A team named the Travelers has been around Little Rock for over a century, the first such team forming in 1901. In the official history, the name came from the Arkansas Traveler, a traveling minstrel common to these parts, though the horse -- Robert E. Lee's famous Traveler -- jumping through the "A" on the team's caps seems just as if not more likely. The team is jointly owned by a number of locals, much as the Green Bay Packers are. Bill Valentine, the general manager, operates the club. As you go into the park's main entrance, you can't miss his candy-apple red Cadillac. He's been here for over twenty years. Like Arte, he overflows with enthusiasm for the game and his job. Little Rock being a small place, my mother-in-law knows him, if not well, then certainly not requiring introduction, either. (Of course, it doesn't hurt to mention here that she was a classmate of Brooks Robinson. But she knows everyone here, it seems.)
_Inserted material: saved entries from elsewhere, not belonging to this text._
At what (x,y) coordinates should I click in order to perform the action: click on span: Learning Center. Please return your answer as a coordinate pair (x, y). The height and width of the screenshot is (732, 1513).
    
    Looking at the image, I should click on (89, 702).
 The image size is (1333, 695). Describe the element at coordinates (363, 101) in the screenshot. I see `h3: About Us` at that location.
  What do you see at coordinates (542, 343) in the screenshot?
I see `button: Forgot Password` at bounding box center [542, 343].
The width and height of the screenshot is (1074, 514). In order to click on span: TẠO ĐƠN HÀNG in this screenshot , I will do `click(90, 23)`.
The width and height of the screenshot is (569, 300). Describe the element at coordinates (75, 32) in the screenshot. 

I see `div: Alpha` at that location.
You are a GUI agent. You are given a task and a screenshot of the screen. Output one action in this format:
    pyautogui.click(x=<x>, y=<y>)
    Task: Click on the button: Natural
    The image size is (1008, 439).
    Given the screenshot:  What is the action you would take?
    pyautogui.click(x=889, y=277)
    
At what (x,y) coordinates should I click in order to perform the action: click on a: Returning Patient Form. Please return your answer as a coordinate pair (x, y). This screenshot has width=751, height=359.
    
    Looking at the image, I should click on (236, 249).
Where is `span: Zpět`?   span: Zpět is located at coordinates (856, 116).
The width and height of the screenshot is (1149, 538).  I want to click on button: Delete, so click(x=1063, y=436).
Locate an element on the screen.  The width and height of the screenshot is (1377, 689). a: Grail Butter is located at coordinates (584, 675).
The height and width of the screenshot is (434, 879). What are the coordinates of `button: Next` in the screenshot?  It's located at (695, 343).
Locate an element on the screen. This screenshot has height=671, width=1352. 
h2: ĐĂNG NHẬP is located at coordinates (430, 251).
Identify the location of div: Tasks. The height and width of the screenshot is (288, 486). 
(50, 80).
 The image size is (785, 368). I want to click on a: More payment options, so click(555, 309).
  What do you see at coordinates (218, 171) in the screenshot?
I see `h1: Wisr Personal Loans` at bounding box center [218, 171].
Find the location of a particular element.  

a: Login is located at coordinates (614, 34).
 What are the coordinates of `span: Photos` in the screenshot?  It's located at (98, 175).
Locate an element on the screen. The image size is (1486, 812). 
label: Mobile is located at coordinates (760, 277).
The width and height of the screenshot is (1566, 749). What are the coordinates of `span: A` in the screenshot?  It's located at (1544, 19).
The Travs' stadium, Ray Winder Field, was started in 1931, but construction had to stop because of the Depression, so it was finished in 1932. Everything here, it seems, is original equipment, or close to it, particularly the old green wooden seats in the higher stands. Ancient electric fans, turned off for last night's game, awaited the call to cool the crowd on hotter, more humid nights, perched just under the upper deck. The only evident changes: new aluminum seating for the season ticket holders, each of whom has their name engraved in the back of one of the seats. An ancient organ of unknown species rests at the very apex of the main stadium seating; above it, a catwalk to the broadcast booth. Near the dugouts, the players' wives congregated, some with strollers, most without.

Game Time

We arrived late for the game because I forgot my camera, which, as it turned out, was a complete waste anyway, since I was too busy scoring the game to properly attend to taking pictures. As a result, we missed the first half inning of the game, which meant I couldn't properly score the first three innings because I had no idea where we were in the Rockhounds lineup. Well -- no matter. The Travs eventually won the game, but the pitching on neither side was a thing of beauty; Tim Bittner, the Travs' pitcher, gave up nine hits and two walks over seven innings, while Midland's starter, Brad Weis, didn't last but four innings, giving up three earned runs and six hits.

The hitting fairly glowed red hot, but not all alike; Callaspo reached base twice on errors, Tommy Murphy, Kotchman, Gorneault, Eylward, and Duncan each getting two hits, and McPherson and Mathis each picking up one, with Eylward collecting a three-run jack -- his first homer of the season -- in the process. Moneyball poster child Jeremy Brown assembled a couple good at bats, but nothing came of it; his slow start this year (.174 average) continues apace. Not-quite-a-prospect-but-not-yet-a-suspect Freddie Bynum -- who Baseball America says "won't ever hit for much power" -- surprisingly got the most hits, going 3-5, with Mark Teahen and 2B John McCurdy both homering.

Offense aside, the most embarrassing moments of the game belonged to Dallas McPherson, who threw away two balls, one on a routine ground ball, and one on a hot shot he was barely able to field. (Apparently the scorer overruled one of those and called it an infield hit later, because the official score only shows one error.)

All in all, a fine evening. We shall return Saturday for more.

Box score Wrapup


Comments:

Post a Comment

Note: Only a member of this blog may post a comment.



Newer›  ‹Older
This page is powered by Blogger. Isn't yours?